-- DATA IN THIS EXERCISE follows --

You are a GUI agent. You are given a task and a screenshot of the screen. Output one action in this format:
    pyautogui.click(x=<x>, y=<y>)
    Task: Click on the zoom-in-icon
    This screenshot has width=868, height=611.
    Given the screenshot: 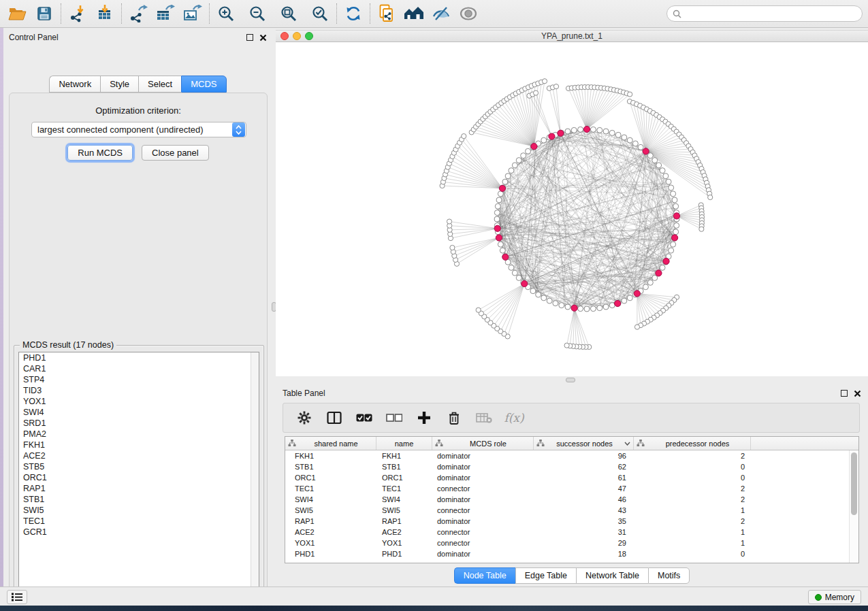 What is the action you would take?
    pyautogui.click(x=226, y=14)
    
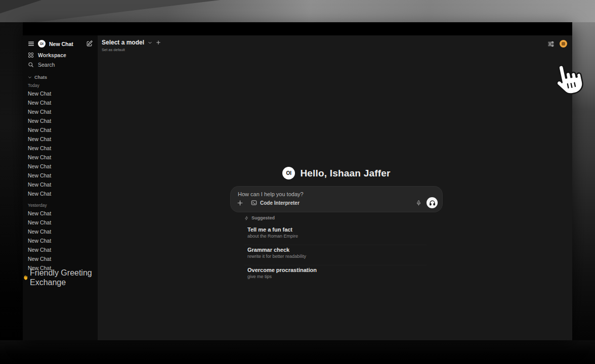  Describe the element at coordinates (66, 44) in the screenshot. I see `sidebar-title: New Chat` at that location.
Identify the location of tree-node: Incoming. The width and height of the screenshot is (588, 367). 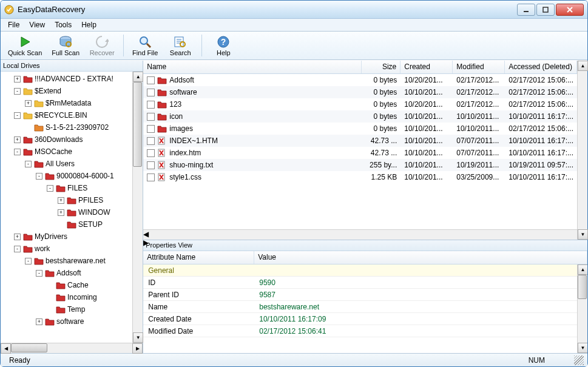
(67, 297).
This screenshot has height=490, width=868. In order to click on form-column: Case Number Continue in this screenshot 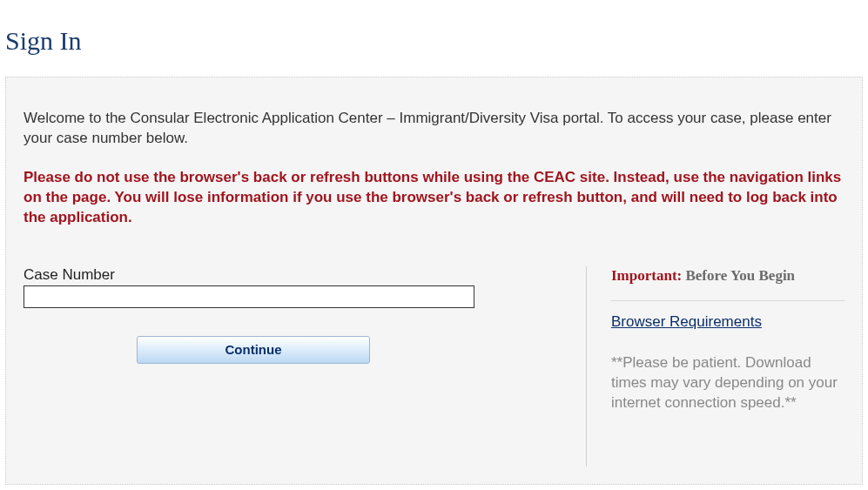, I will do `click(302, 315)`.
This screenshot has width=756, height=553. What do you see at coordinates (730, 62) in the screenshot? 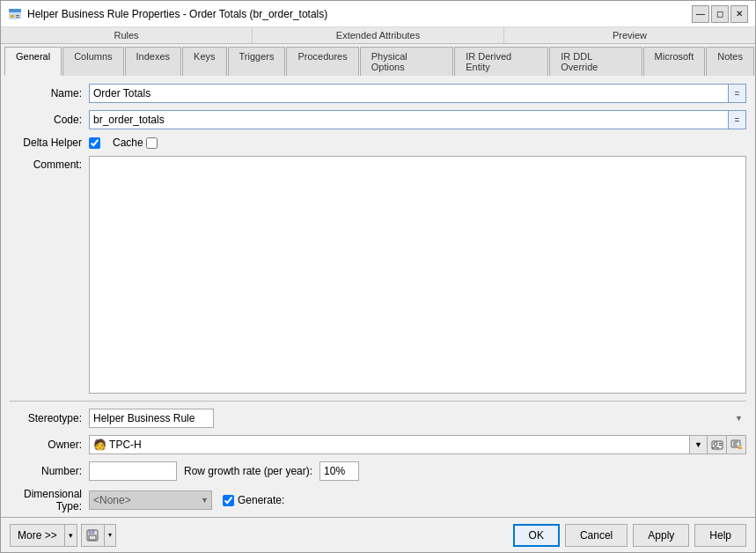
I see `tab-notes: Notes` at bounding box center [730, 62].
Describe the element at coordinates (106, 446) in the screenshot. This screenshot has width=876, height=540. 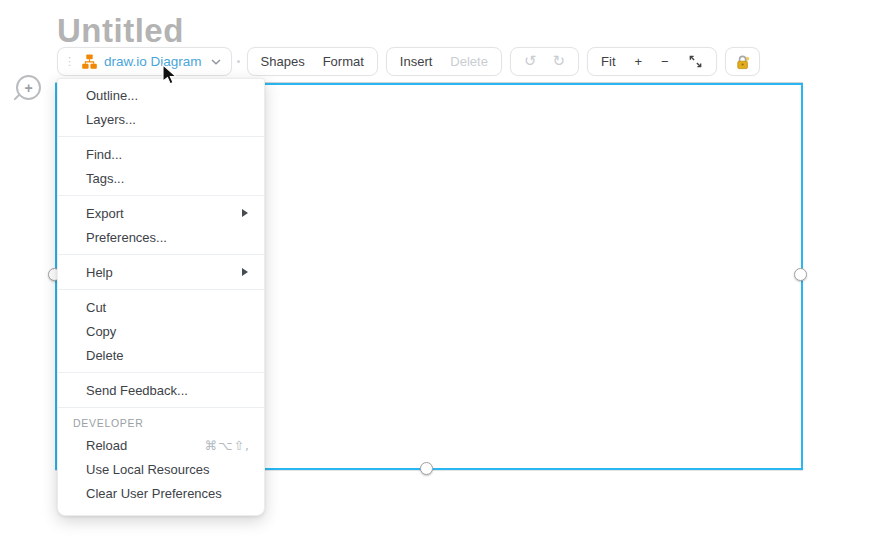
I see `menu-item-label: Reload` at that location.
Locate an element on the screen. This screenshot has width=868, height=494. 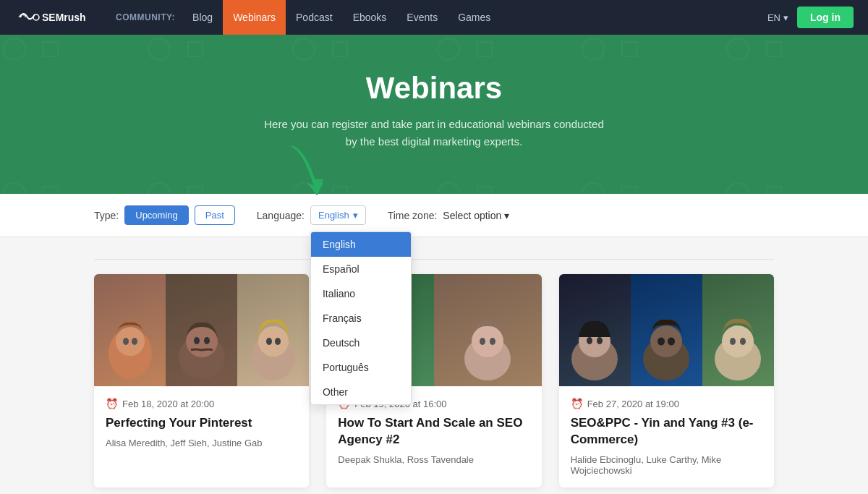
nav-podcast: Podcast is located at coordinates (314, 17).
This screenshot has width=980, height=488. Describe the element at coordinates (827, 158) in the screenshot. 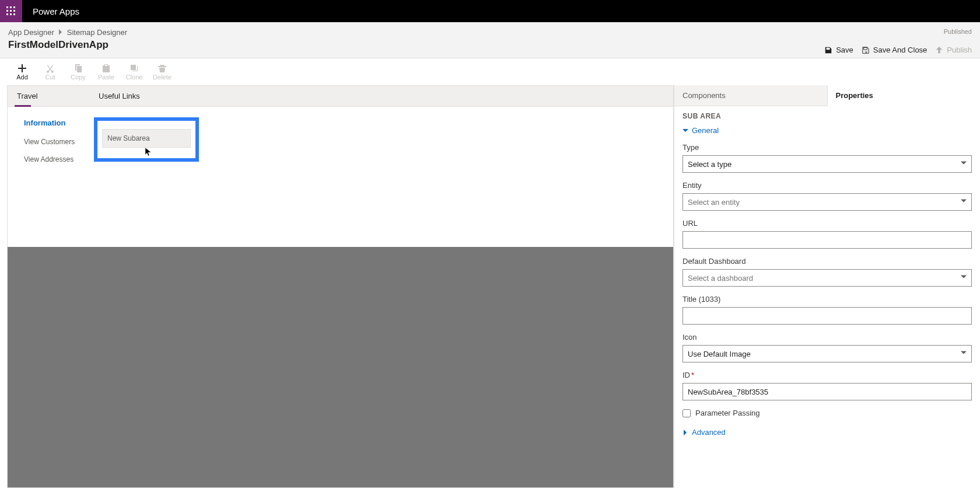

I see `field-type: Type Select a type` at that location.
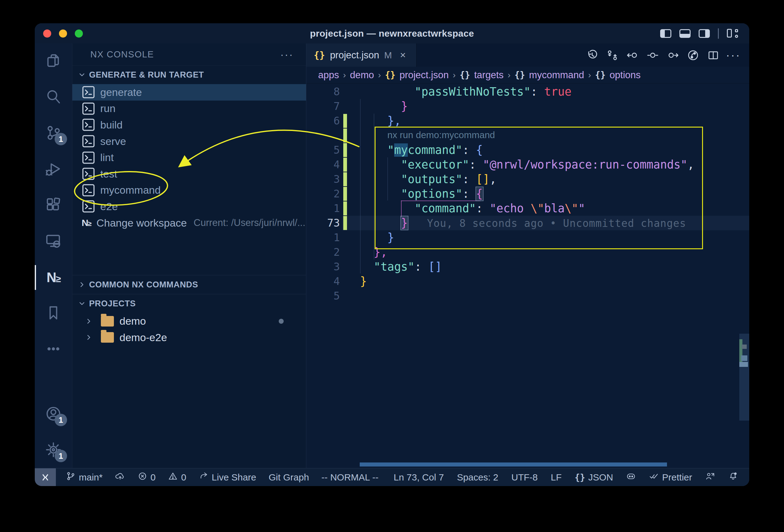 The height and width of the screenshot is (532, 784). Describe the element at coordinates (392, 477) in the screenshot. I see `status-bar: main*00Live ShareGit Graph-- NORMAL -- L…` at that location.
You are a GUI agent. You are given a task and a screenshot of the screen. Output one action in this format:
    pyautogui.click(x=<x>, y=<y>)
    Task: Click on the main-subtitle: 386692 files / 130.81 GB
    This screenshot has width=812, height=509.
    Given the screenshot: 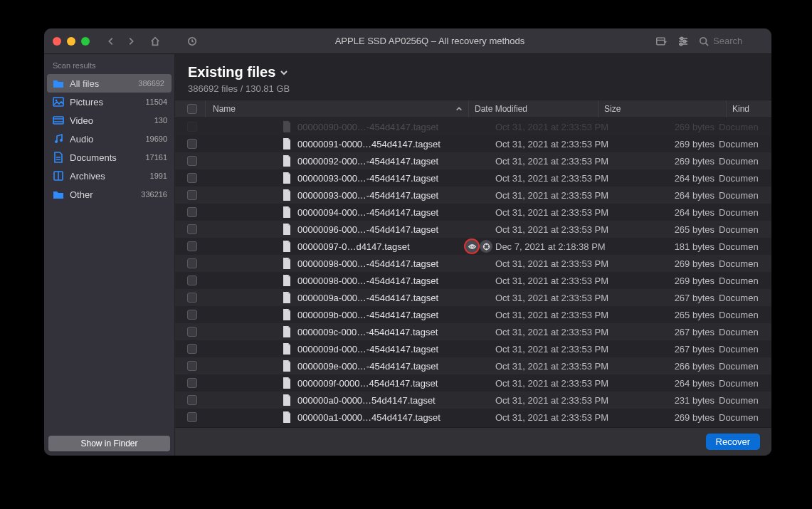 What is the action you would take?
    pyautogui.click(x=473, y=88)
    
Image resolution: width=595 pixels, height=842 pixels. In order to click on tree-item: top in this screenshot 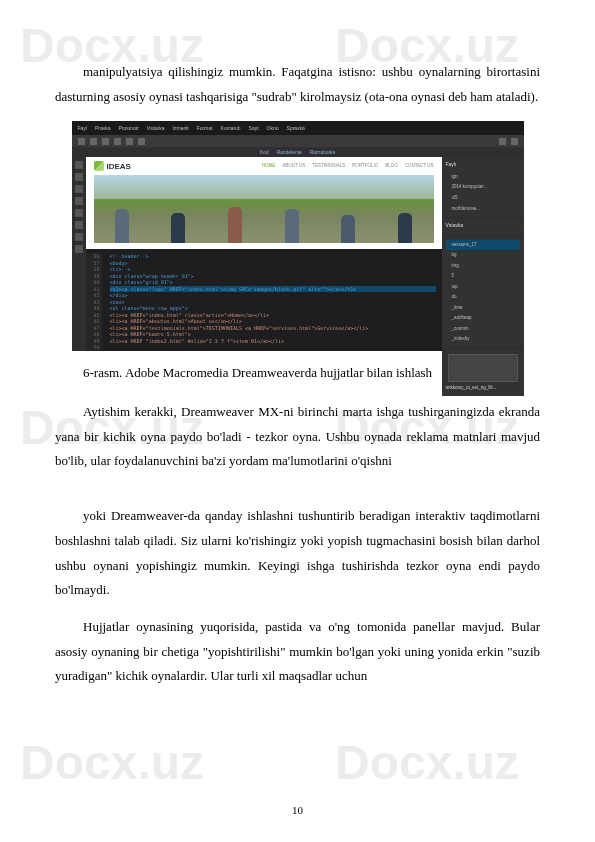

-- DATA IN THIS EXERCISE concluded --

ASSIGNMENT:
An exact copy of the lines above, from the one containing "Task: Click on the zoom-in-icon" through the one containing "This screenshot has width=868, height=611.", is the whole of the answer.

ANSWER SPACE:
    Task: Click on the zoom-in-icon
    This screenshot has width=868, height=611.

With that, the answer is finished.